"Oh," exclaimed Elsie with hasty recklessness, and her usual want of thought, "Grant had no heart to give anybody; all his love was centred on me; after the experience he had years ago, I don't suppose he could ever love any woman again—he is just that odd sort of character."
Elizabeth gave no sign of the blow which struck her this time cruelly on the heart; she drew her hand away from Elsie, lest its sudden coldness should rouse some suspicion of the truth in the girl's mind, and asked in a singularly quiet voice—
"What experience, Elsie?"
"Oh, I didn't mean to say that," she replied; "I am always letting things out by mistake; Grant would be really angry with me; don't ever mention it to him."
"I will not; but what experience has he had that can prevent a husband's giving his heart even to his own wife?"

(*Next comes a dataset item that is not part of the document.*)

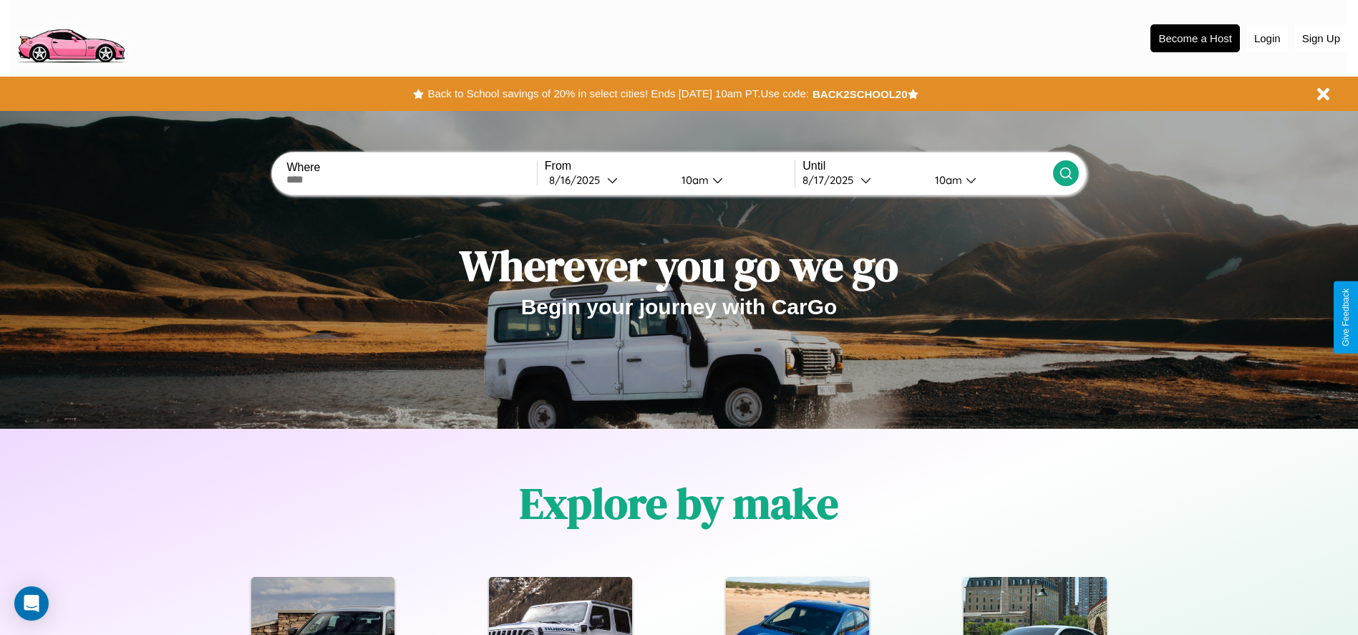 The height and width of the screenshot is (635, 1358). Describe the element at coordinates (1195, 38) in the screenshot. I see `button: Become a Host` at that location.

"Dear me, I oughtn't to tell you; but you'd surely find it out sometime; only promise me not to open your lips."
"I promise," replied Elizabeth, a cold, gray shadow settling over her face, out of which all the bloom had faded.
"He had a friend, a cousin you know, that our rich old uncle had partly adopted, whom he was very, very fond of," pursued Elsie, "and he was engaged to be married into the bargain. This man treated him dreadfully—ran off with the girl Grant loved, and cheated him out of a great deal of money—money that he could not afford to lose, for he was not rich then. Grant was nearly mad. I was a little thing, but I remember it perfectly. When his uncle died he sent me to school, and started to Europe; he has been there all these four long years; but his cousin was punished; his uncle gave everything to Grant."
And of all this grief, this disappointment, he had never told her one word. Elsie spoke the truth—he had married her that his sister might have a companion, and his house a mistress.
A prouder woman than Elizabeth Mellen never existed; but she sat motionless and gave no sign, while her brief dream of happiness fell crushed and broken at her feet under this revelation.